Of course, there were gifts. Inspector Queen, who felt he owed Kerrie
something,
sent a set of handsome Swedish silver cutlery. Violet Day sent—silently—a beautiful Lalique flower-bowl. It took her last cent. The gifts from Hollywood were modest but legion.

Strangely, Mr. Ellery Queen sent nothing. Mr. Rummell was hurt.

“It's not the idea of the gift, y'understand,” he complained to Kerrie, “but after all—”

“Perhaps he's sick, Beau.”

“Say, I never thought of that!” Beau became alarmed. “I haven't seen him for days—”

They took a cab to the Queen apartment. Mr. Queen was out. Mr. Queen was at the office of
Ellery Queen, Inc.

“Office?” exclaimed Beau. “He
must
be sick!”

But they found Mr. Queen ensconced in his swivel-chair the veritable mirror of health and spirits.

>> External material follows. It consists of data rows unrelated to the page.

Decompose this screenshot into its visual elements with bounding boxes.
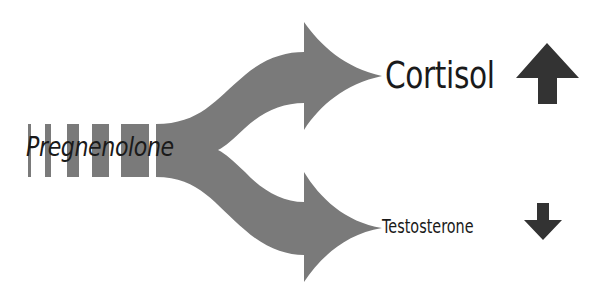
split-flow-arrow xyxy=(156,22,382,282)
product-label-cortisol: Cortisol xyxy=(385,56,495,94)
product-label-testosterone: Testosterone xyxy=(382,216,474,236)
source-label-pregnenolone: Pregnenolone xyxy=(26,133,174,160)
arrow-up-icon xyxy=(516,43,579,104)
arrow-down-icon xyxy=(524,203,562,240)
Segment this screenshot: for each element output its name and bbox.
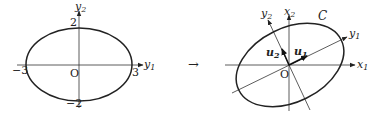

“Ah, the newlyweds,” said Mr. Queen, hastening to bestow a partner's kiss on the bride. “How's married life?”

“Never mind that,” snapped Beau. “Where you been keeping yourself? You ducked out after the wedding—”

“I've been sitting here in this lonely tomb,” murmured Mr. Queen, “reflecting. On life's little ironies. By the way, why aren't you two in a nice, expensive place for your honeymoon?”

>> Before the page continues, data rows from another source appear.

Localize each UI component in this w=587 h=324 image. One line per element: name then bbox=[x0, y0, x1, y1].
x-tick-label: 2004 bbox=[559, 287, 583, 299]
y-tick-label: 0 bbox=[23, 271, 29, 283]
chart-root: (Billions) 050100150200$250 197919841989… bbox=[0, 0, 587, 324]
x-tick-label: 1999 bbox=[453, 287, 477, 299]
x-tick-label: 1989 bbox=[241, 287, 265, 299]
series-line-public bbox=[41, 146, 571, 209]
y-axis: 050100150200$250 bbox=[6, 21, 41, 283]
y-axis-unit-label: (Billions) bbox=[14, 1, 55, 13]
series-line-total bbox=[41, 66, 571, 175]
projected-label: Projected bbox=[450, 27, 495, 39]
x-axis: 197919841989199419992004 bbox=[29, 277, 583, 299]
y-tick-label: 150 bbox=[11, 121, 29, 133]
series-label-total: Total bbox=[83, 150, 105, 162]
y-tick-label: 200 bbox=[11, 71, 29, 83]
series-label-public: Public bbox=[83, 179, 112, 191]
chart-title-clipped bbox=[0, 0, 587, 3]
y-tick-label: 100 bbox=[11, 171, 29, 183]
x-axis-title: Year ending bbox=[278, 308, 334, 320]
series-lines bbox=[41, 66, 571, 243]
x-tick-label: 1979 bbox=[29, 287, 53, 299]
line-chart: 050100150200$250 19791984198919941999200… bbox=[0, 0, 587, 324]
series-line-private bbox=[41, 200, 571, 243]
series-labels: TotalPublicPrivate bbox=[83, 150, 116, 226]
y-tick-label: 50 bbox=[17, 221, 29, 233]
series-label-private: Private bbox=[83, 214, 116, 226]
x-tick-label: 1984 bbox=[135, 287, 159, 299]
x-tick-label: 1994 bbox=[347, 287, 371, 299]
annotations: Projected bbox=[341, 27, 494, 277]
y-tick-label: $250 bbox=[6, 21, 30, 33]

“Because we can't afford it,” said Kerrie. “And Atlantic City was
so
lovely.”

“Yeah, I'm still getting that taffy out of my teeth,” said Beau. “I'd have been around sooner, El, only you know how it is. Just married, have to scout around for a flat—”

“Atlantic City—flat!” Mr. Queen looked horrified. “What are you thinking of?”

“The old budget,” said Beau. He wore the faintly hang-dog look of the hopelessly married man. “I can't afford to kid around, Ellery. As soon as we get settled, I'll come back to the office and start peddling the old personality again. You know. Confidential Matters Handled Confidentially? Give Us a Try—We Never Fail. The old grind—”

“Not a bit of it,” said Mr. Queen firmly. “I'm scouting around myself. For a new partner.”

“What?” yelled Beau. “Hey, what is this? What's the matter with
me?”

“My good man, you're through—
fini.”

Beau looked stricken. “But, Ellery … for the love of Mike … I've got to make a living, don't I?”